License, Not Freedom

It is quite difficult to get people who are used to modern city or suburban life to move into the villages and small towns of bush alaska.  While these places have acquired many of the technological features of the rest of the united states, such as television, phones, indoor heating, and so on, they remain difficult to get into or out of, especially in the winter, and lack many modern conveniences.  It has been especially difficult to attract dentists.

In response to the lack of dentists, and the sorry state of dental health of many rural alaska residents, the Alaska Native Tribal Health Consortium (ANTHC) several years ago established a program for the training of dental therapists to provide primary dental care to “native” people in bush communities.  These therapists, initially trained in new zealand but now educated here in Anchorage, are able to do preventative dental care, as well as simple fillings and extractions.

Although training and utilization of such therapists is established practice in a number of other countries, including canada, south africa and the united kingdom, it is new here, and the Alaska Dental Society, the American Dental Association, and the Alaska State Board of Dentistry have been quick to try and prevent dental therapists from practicing in this state.  Their legal efforts have so far been unsuccessful in stopping this program, but because of opposition from dentists, therapists are at present allowed to practice only in alaska, and only on “native” (ie, eskimo, indian, and/or aleut) people.

The claim from the dentists is, naturally, that no one else can provide good dental care but they.  This is patent nonsense, and, presumably, will eventually go the way of similar arguments by medical doctors that nurses and physician assistants are not capable of giving good medical care.  But it will be a long, difficult fight, since the legal monopoly of dentists is firmly established all over the united states.

Like physician, nurses, and other health providers, dentists have been able to gain an exclusive right to practice their profession by convincing governments to set up regulatory laws and boards that restrict entry into their field by granting licenses.  Although the licensure rules change from time to time as educational practices evolve, they never fail to serve their core purpose: to restrict the numbers of practitioners and stifle competition in order to protect the jobs, income, and status of those who hold licenses.  These laws prevent people from choosing alternative providers by criminalizing the practice of dentistry (or medicine or nursing) without a license.

The professionals claim that government oversight is needed to protect “the public,” but licensure has always been asked for and driven by providers, not consumers.  It may incidentally offer recipients of health care some recourse when they have been badly treated, but that was never the main justification for regulation of the health professions.

Unfortunately, none of the advocates of the dental therapist program, however, are interested in getting rid of the system of regulation that encourages and justifies the attacks they have endured from dentists.  In south africa and the united kingdom, for example, dental therapist are already registered and regulated by the state, and it is likely that such a system will eventually be established in alaska.

While this innovative program has angered dentists, who see it as a threat to their state-mandated privileges, it was clearly not created by a free market or libertarian mindset.  It exists only because dentist-based programs were unable to provide adequate personnel, and would never have come into existence to challenge institutional dentistry if the dentists themselves had stepped up to the plate.

The program already shares features with licensed professions, in that people are required to attend a specific training program and numbers of trainees are limited.  Furthermore, there is no discussion of broadening the program to include non-“native” people.  This is no surprise when one considers the program is sponsored by ANTHC, which is a creature of government that runs a segregated health care system funded largely by federal dollars.  One would not expect such a group to advocate free choice in providing and consuming health care.  They monopolize the provision of health care to eskimo, aleut, and american indian people and jealously guard their own turf.  Questioning state oversight of health care is not on their agenda.

Welcome as it is to rural alaskans, the dental therapist program came about as a last resort in a crisis.  It would be a mistake to see it as an indication of a move towards deregulation of dental and medical care.  But it has provoked the dental associations and their enforcers on the state dental board to show their true colors: monopolists whose primary interest is maintaining their government-protected market share, even if that means denying dental care to those who need it most.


## WHAT YOU ARE ASKED TO DO
Check the records below for the word "navigation" and state how many lines contain it, replying with the number only.
***** DATA IN THIS EXERCISE
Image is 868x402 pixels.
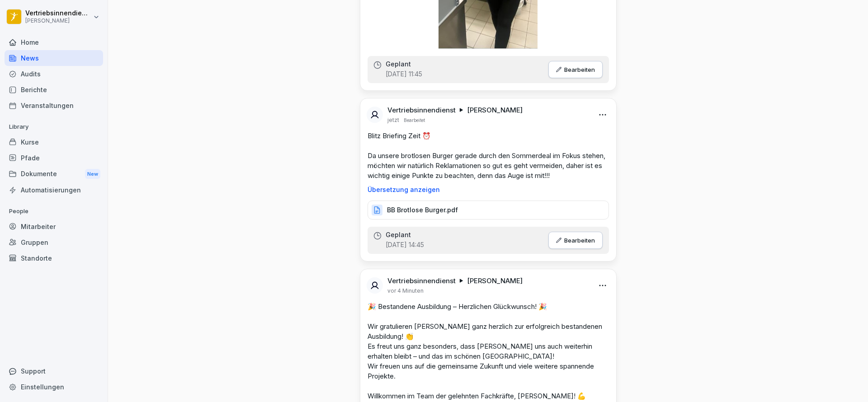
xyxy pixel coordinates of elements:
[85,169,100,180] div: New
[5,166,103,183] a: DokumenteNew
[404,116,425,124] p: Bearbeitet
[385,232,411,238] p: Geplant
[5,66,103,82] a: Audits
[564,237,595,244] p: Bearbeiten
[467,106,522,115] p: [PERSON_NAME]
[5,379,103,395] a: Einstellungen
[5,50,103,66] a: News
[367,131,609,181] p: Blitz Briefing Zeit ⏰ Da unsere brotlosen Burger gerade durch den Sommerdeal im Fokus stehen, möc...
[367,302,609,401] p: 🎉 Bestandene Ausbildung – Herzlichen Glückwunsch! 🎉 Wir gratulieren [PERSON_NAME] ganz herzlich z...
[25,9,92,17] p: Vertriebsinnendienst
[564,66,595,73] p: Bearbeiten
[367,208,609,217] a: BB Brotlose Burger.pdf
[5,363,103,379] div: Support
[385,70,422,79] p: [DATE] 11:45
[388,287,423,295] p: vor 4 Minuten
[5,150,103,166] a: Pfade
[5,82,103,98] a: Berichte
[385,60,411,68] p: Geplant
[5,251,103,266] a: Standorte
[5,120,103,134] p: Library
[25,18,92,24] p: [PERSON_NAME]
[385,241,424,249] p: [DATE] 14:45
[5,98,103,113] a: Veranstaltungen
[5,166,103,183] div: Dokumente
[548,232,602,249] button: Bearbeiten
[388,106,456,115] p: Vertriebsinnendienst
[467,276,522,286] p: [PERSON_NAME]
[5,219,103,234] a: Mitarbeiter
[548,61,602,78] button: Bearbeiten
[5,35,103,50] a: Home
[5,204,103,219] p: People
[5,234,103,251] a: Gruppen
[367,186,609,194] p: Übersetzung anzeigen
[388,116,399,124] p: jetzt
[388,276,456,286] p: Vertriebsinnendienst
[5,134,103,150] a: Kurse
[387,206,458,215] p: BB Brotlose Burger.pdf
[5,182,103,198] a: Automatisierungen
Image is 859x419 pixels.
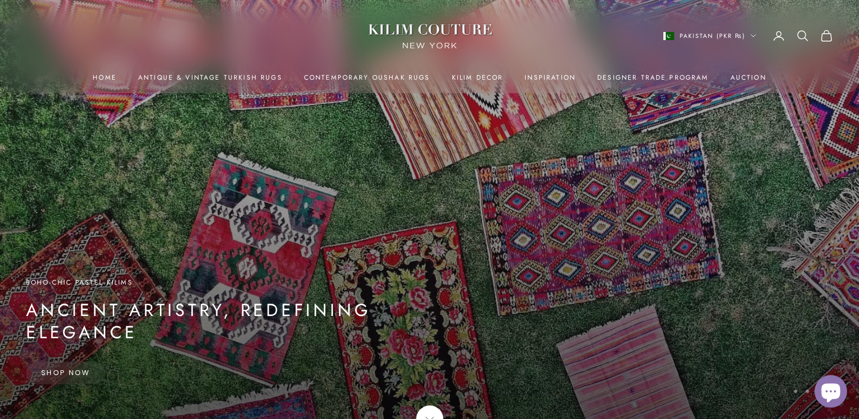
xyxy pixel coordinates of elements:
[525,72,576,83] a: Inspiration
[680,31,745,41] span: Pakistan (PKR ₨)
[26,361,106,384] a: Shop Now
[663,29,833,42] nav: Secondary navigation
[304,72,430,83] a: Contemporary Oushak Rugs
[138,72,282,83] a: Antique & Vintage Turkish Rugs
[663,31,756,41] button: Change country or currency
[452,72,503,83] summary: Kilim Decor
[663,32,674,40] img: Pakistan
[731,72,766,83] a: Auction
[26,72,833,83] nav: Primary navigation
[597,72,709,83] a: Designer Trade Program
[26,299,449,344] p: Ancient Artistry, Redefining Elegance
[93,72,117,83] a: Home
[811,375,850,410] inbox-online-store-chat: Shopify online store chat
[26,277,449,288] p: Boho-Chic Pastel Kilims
**********
## ANSWER BOX
2